To celebrate this milestone in entertainment longevity, the movie of the show was released. Many of the radio program’s favorites were in the cast and some of the bits as well, absent the most famous bit, “Lake Wobegon.” That was disappointing; how can you make a movie titled A Prairie Home Companion without the News From Lake Wobegon?
Nevertheless, it was a great movie, featuring a great cast: Meryl Streep, Lily Tomlin, Kevin Kline, Woody Harrelson, Virginia Madsen, Tommy Lee Jones, John C. Reilly, Lindsay Lohan, L.Q. Jones, Maya Rudolph, Marylouise Burke, Sue Scott, Tim Russell, Tom Keith, The Guy’s All-Star Shoe Band and a list of others, directed by Robert Altman.
The man who made M•A•S•H and The Player, Nashville and The Long Goodbye, Dr. T and the Women (A very surprising film!) and The Company (Another surprising film written by Neve Campbell); probably the most idiosyncratic director of our time — who never won the Oscar for Best Director.
His 1970 hit M•A•S•H helped define the anti-war movement during the Vietnam era, The Long Goodbye (1973) was his first jab at mocking Hollywood, the industry and Nashville did the same for the music scene. Then there was The Player, the ultimate swipe at the motion picture industry and one of the five best films of the 1990’s — and probably why he didn’t win an Oscar for Best Director.
Altman died in Los Angeles November 20 and we will no longer look forward to his latest film. Altman’s focus in the film is on death or loss. One of APHC’s fictional characters dies in a dressing room, two sisters constantly speak of their departed sisters and mother, the future of APHC up in the air; it was as if Altman thought to say goodbye to his audience. I guess that’s all the reason to watch this film if you haven’t already. After reading the news of the day, I also wonder if he wasn’t making another comment on war, this one far more subtle than M*A*S*H. Something more to ponder.

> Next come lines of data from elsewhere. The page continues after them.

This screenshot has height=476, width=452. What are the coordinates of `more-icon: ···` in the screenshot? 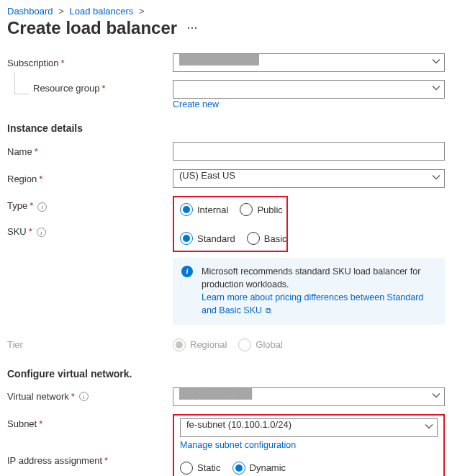 It's located at (193, 28).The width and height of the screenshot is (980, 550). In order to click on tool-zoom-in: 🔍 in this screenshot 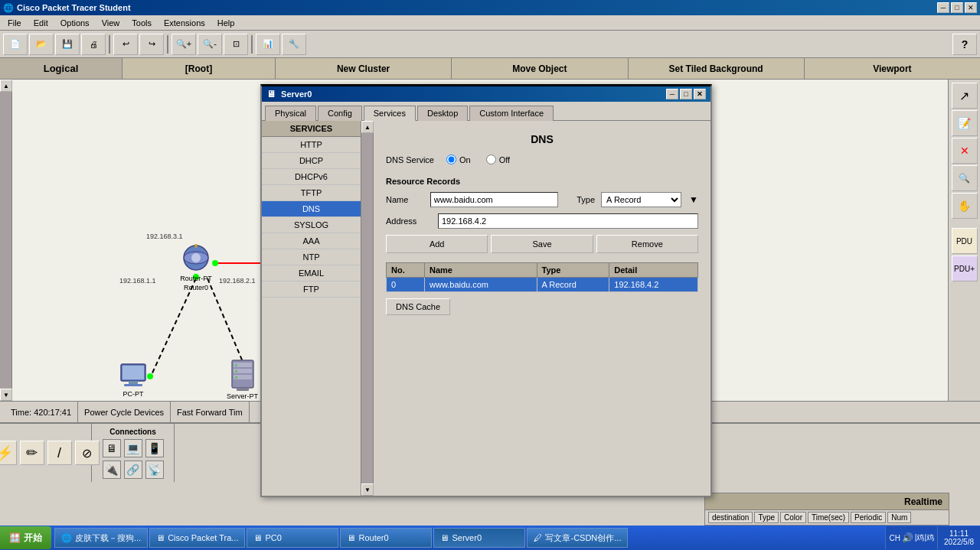, I will do `click(965, 178)`. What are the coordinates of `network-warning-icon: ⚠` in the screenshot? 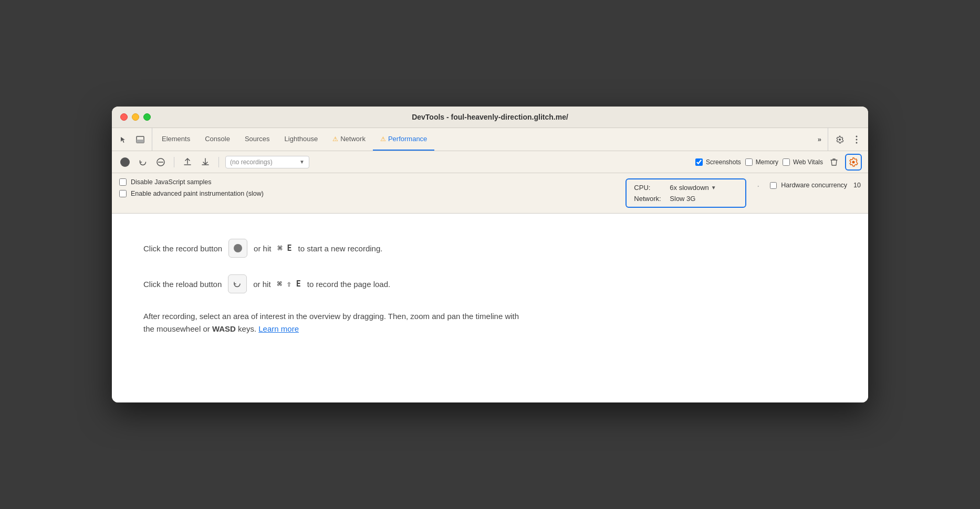 It's located at (335, 139).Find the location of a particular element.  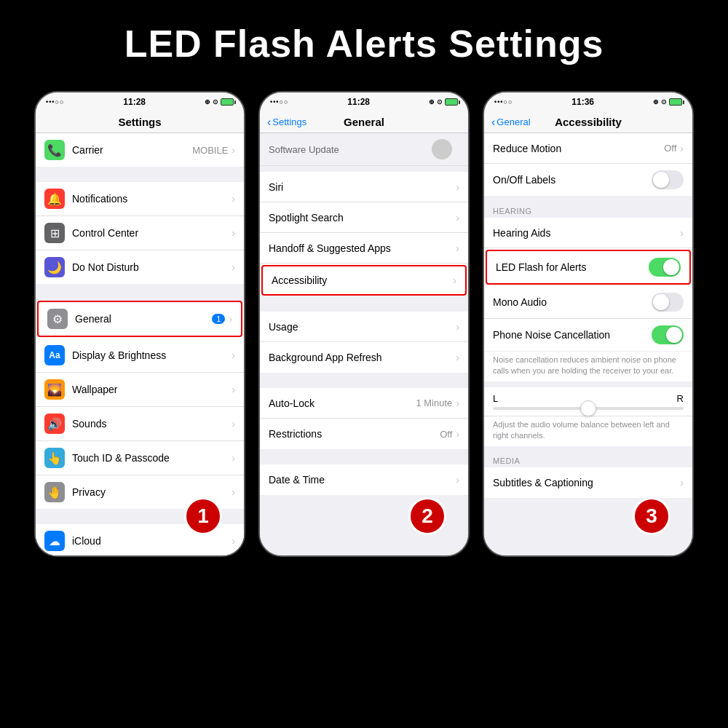

section-p3-motion: Reduce Motion Off › On/Off Labels is located at coordinates (588, 165).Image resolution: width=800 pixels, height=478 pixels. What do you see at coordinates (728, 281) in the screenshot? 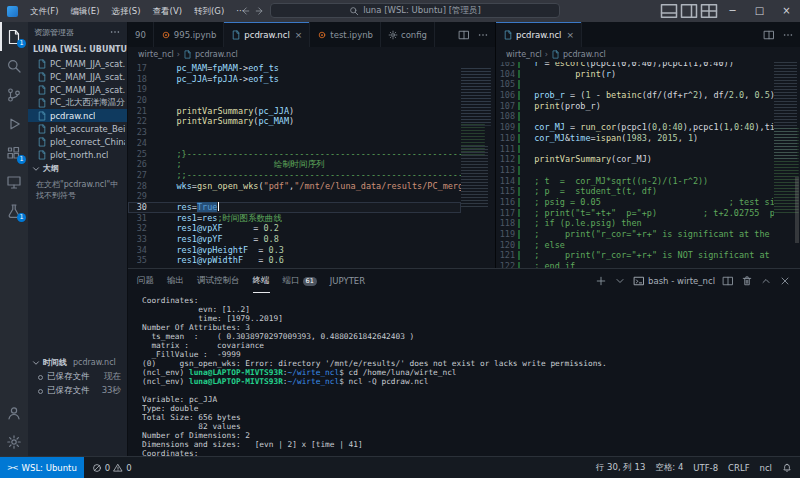
I see `split-terminal-icon` at bounding box center [728, 281].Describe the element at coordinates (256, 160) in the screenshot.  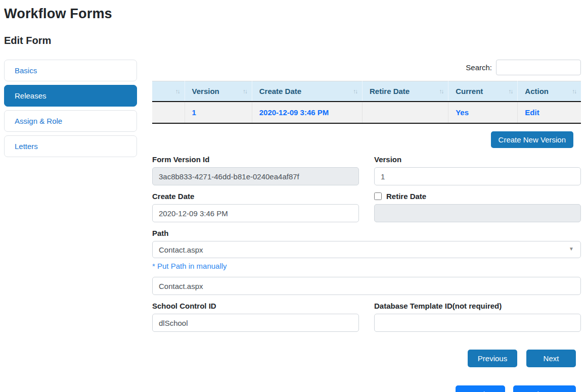
I see `form-version-id-label: Form Version Id` at that location. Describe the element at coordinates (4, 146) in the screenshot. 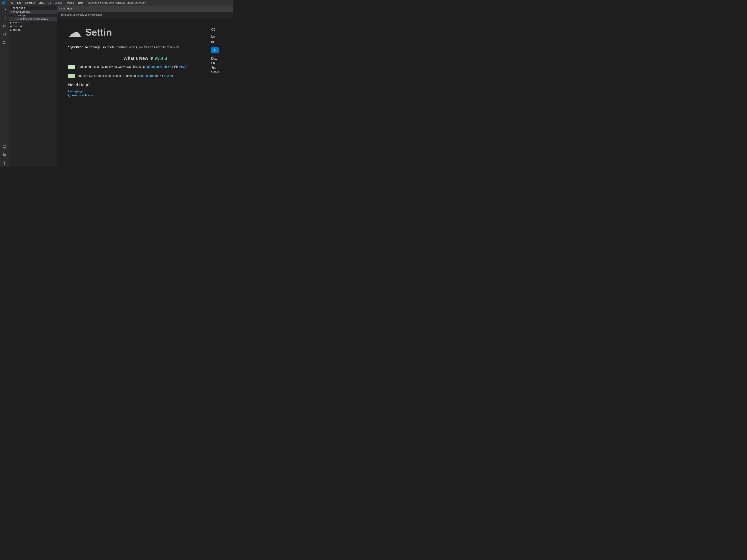

I see `activity-remote` at that location.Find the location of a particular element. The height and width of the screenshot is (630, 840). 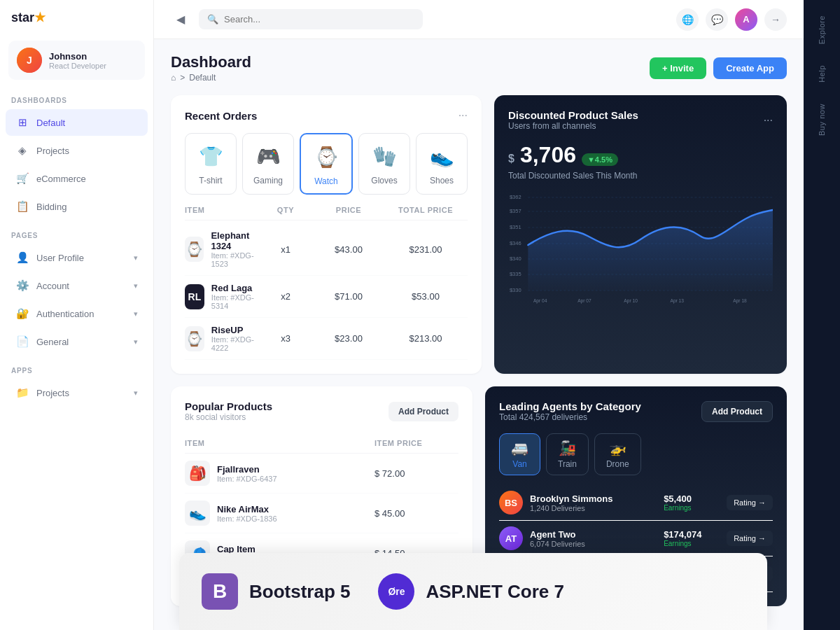

svg-text: Apr 18 is located at coordinates (740, 301).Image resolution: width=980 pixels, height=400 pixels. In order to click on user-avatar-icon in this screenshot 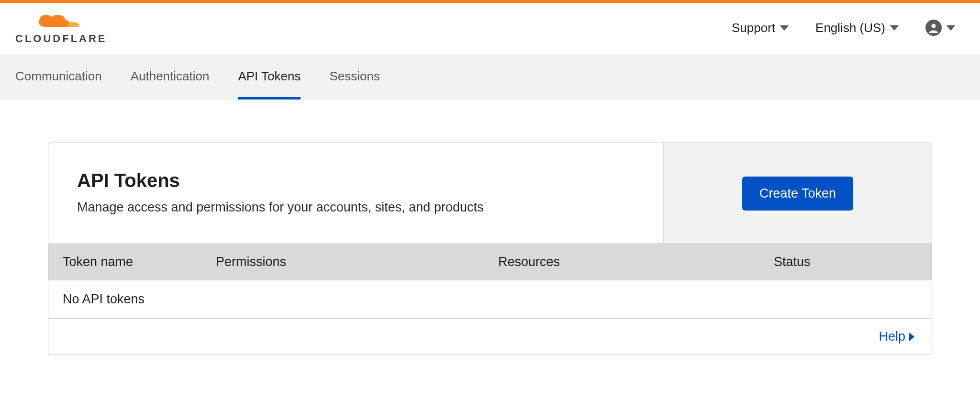, I will do `click(934, 28)`.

Robert Altman was a veteran of World War II, a co-pilot on bombing missions over Borneo and the Dutch East Indies, this contribution to our lives always over-looked when considering the full measure of the man. And I always suspect this shaped his view of war and made him always questions the reasons for war.
The Altman family was missing someone this Thanksgiving too. He, like my brother, was a good man.